Hey something on HN I can actually help with haha. Now I won't build entire campaigns for you, but if you have specific questions, send me a pm or email and i'll try to help. I've been working in SEM for almost two years now since college, so I feel like I have a pretty good handle on it.


Any help would be greatly appreciated. How do I pm or email you? I just updated my profile.


Hmm I was under the impression my email was public. Here it is: [email protected]


Oh yeah, the "email" field isn't public, it's just for HN admins. If you want your email to be public, put it in your "about" box.


You should add the e-mail to your profile so users can contact and help you.


I want to contact you. Please share some information. thanks


Hi vaughanhedges, If you still need some help, let me know. My agency works with several Google Grant clients and we also offer discounted rates for nonprofits. http://www.kinseystreet.com

Contact me and I will see what we can work out.


Have you explored http://catchafire.org/ ? They have an interesting volunteering model. I've seen them demo in the past and was impressed.


You should checkout the 'Pop Grants' at ROI Pop ( http://roipop.com ). We specialize in PPC campaign management for nonprofits.


Try contacting the people behind that blog and other blogs related to the subject.


I'll help you out. Drop me an email to discuss


All good ideas.
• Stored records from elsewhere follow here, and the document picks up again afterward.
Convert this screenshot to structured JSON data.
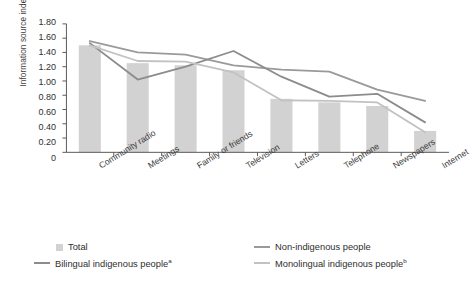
{
  "chart_data": {
    "type": "bar",
    "title": "",
    "xlabel": "",
    "ylabel": "Information source index",
    "ylim": [
      0,
      1.8
    ],
    "ytick_step": 0.2,
    "ytick_labels": [
      "1.80",
      "1.60",
      "1.40",
      "1.20",
      "1.00",
      "0.80",
      "0.60",
      "0.40",
      "0.20",
      "0"
    ],
    "ytick_values": [
      1.8,
      1.6,
      1.4,
      1.2,
      1.0,
      0.8,
      0.6,
      0.4,
      0.2,
      0
    ],
    "grid": false,
    "legend_position": "below-plot",
    "categories": [
      "Community radio",
      "Meetings",
      "Family or friends",
      "Television",
      "Letters",
      "Telephone",
      "Newspapers",
      "Internet"
    ],
    "bar_series": {
      "name": "Total",
      "type": "bar",
      "color": "#d2d2d2",
      "values": [
        1.5,
        1.25,
        1.22,
        1.15,
        0.75,
        0.7,
        0.65,
        0.3
      ]
    },
    "series": [
      {
        "name": "Non-indigenous people",
        "type": "line",
        "color": "#9a9a9a",
        "values": [
          1.56,
          1.4,
          1.37,
          1.22,
          1.16,
          1.13,
          0.88,
          0.72
        ]
      },
      {
        "name": "Bilingual indigenous people",
        "type": "line",
        "color": "#8c8c8c",
        "superscript": "a",
        "values": [
          1.53,
          1.02,
          1.2,
          1.42,
          1.06,
          0.78,
          0.82,
          0.42
        ]
      },
      {
        "name": "Monolingual indigenous people",
        "type": "line",
        "color": "#c2c2c2",
        "superscript": "b",
        "values": [
          1.5,
          1.28,
          1.27,
          1.12,
          0.73,
          0.72,
          0.7,
          0.28
        ]
      }
    ]
  },
  "legend": {
    "total_label": "Total",
    "non_indigenous_label": "Non-indigenous people",
    "bilingual_label": "Bilingual indigenous people",
    "bilingual_sup": "a",
    "monolingual_label": "Monolingual indigenous people",
    "monolingual_sup": "b"
  },
  "colors": {
    "bar": "#d2d2d2",
    "non_indigenous": "#9a9a9a",
    "bilingual": "#8c8c8c",
    "monolingual": "#c2c2c2",
    "axis": "#555555",
    "text": "#333333"
  }
}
Thanks so much.


One thing not mentioned here is that exact matches will have a higher quality score than broad matches, so don't just rely on broad match keywords - include some exact match keywords for common variations.


There's actually quite a lot of little details that get speculated on in SEM. The fact is, until you test it yourself, you won't know for sure. One interesting thing about QS for phrase and broad is that the QS you see is not the real QS; it is only the QS for queries that match exactly to your keyword. The real QS is weighted appropriately, based on impression distribution.


I also doubt that quality score takes only integral values.

QS as reported in the interface is a bit like tool bar page rank; it can tell you if you're doing really well or really badly but at the end of the day your competitors probably have a load of 7's too


This was directly from a Google Adwords rep.


Google AdWords reps are far from authoritative.


I thought QS was independent of match type and account wide for that KW...


This is definitely not the case; I've seen different QS on different match types for the same keyword.


Yep - just looked in my account. Usually +/- 1 though. Have you seen bigger variations?


Have seen exact on a 7 and broad on a 10.

Discussion about probable reasons why in the comments of http://www.rimmkaufman.com/rkgblog/2010/09/28/negative-keywo...

Because of some negative keyword trickery on the broad match version we decided it was a reflection of the account level QS


This is a pretty good resource for someone who just wants to know the basics.

In my opinion the best high level resource for quality score information is http://www.clickequations.com/blog/

The guy who writes there also has a book coming out http://www.highresolutionppc.com/books/quality-score-in-high...


In case the author sees this - the page is unusable on iPhone, there is a white block covering the article text, maybe some broken ad.